Bernd Appelt described how in Cambodia, where he is a Project Director with GIZ, the political leadership has recognised the need to manage the consequences of growing economic inequality in the country by putting in place a national social protection framework. ‘The present government has understood that if it is not able to ensure that economic growth is invested in social capital, post-election violence like that which happened in 2013 could occur again.’ In the health sector, this can be seen in the doubling of budgets and strengthening of mechanisms to make health services financially accessible to the poor. However more resources have not translated into greater utilisation or satisfaction – one of the central issues which Appelt’s project is commissioned to address.

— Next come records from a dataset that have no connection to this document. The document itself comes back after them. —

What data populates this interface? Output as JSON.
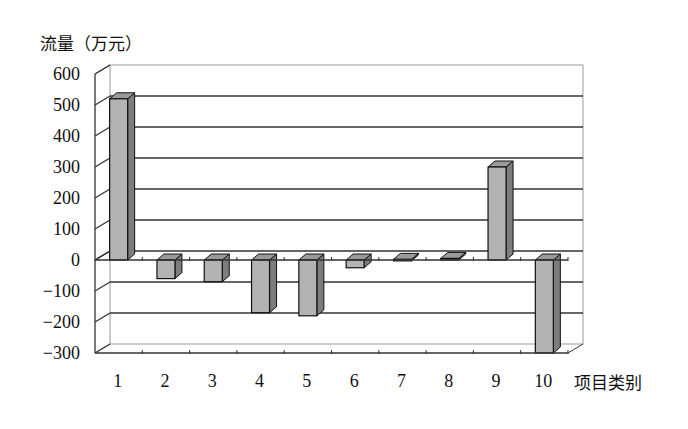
{
  "chart_data": {
    "type": "bar",
    "style": "3d-column",
    "title": "",
    "ylabel": "流量（万元）",
    "xlabel": "项目类别",
    "categories": [
      "1",
      "2",
      "3",
      "4",
      "5",
      "6",
      "7",
      "8",
      "9",
      "10"
    ],
    "values": [
      520,
      -60,
      -70,
      -170,
      -180,
      -25,
      2,
      5,
      300,
      -300
    ],
    "ylim": [
      -300,
      600
    ],
    "yticks": [
      600,
      500,
      400,
      300,
      200,
      100,
      0,
      -100,
      -200,
      -300
    ],
    "ytick_labels": [
      "600",
      "500",
      "400",
      "300",
      "200",
      "100",
      "0",
      "−100",
      "−200",
      "−300"
    ],
    "grid": true,
    "legend": "none",
    "colors": {
      "bar_front": "#b3b3b3",
      "bar_side": "#7d7d7d",
      "bar_top": "#9a9a9a",
      "grid": "#333333",
      "wall": "#999999"
    }
  }
}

Echoing Gorik Ooms’ critique of international assistance, Isobel Coleman described the work of her organisation, GiveDirectly, which provides unconditional cash transfers to poor people, primarily in East Africa. The premise is that poor people use money for the things they need, whether this be livestock, food, health services or school fees. ‘They don’t need us in New York, or Bonn, to improve their situations,’ Coleman says. Trusting them to make sound decisions about the best use of the money also respects their dignity.
A busy first day
For the health and social protection community the day concluded with three parallel workshops, summaries of which will be uploaded and linked to the conference programme in the coming week. The workshops looked at the growing threat from non-communicable diseases, partnerships with the private sector, and opportunities for designing M&E systems using digitisation and collaboration.
Visit again tomorrow for an update on Day Two of this exciting symposium!